Four versions of liberal condescension

Gerard Alexander’s piece in yesterday’s Washington Post is the definitive analysis of liberal condescension. It comes in four kinds (I added the numbers):

(1) The first…maintains that conservatives win elections and policy debates not because they triumph in the open battle of ideas but because they deploy brilliant and sinister campaign tactics.

(2) [I]f conservative leaders are crass manipulators, then the rank-and-file Americans who support them must be manipulated at best, or stupid at worst…speaking to a roomful of Democratic donors in 2008, then-presidential candidate Obama offered a similar (and infamous) analysis when he suggested that residents of Rust Belt towns “cling to guns or religion or antipathy to people who aren’t like them or anti-immigrant sentiment or anti-trade sentiment as a way to explain their frustrations…” [I]t might be politically prudent for liberals to hear them out, but there is no reason to actually listen.

(3) The third version of liberal condescension points to something more sinister…It is now an article of faith among many liberals that Republicans win elections because they tap into white prejudice against blacks and immigrants.

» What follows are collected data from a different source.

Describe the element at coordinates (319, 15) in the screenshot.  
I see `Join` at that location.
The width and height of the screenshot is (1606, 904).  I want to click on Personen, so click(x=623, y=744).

(4) Finally, liberals condescend to the rest of us when they say conservatives are driven purely by emotion and anxiety — including fear of change — whereas liberals have the harder task of appealing to evidence and logic.

The entire piece is very much worth reading. The current decline of the Democrats is a popular reaction to liberal policies, but it is also a reaction to the very intellectual dishonesty described above.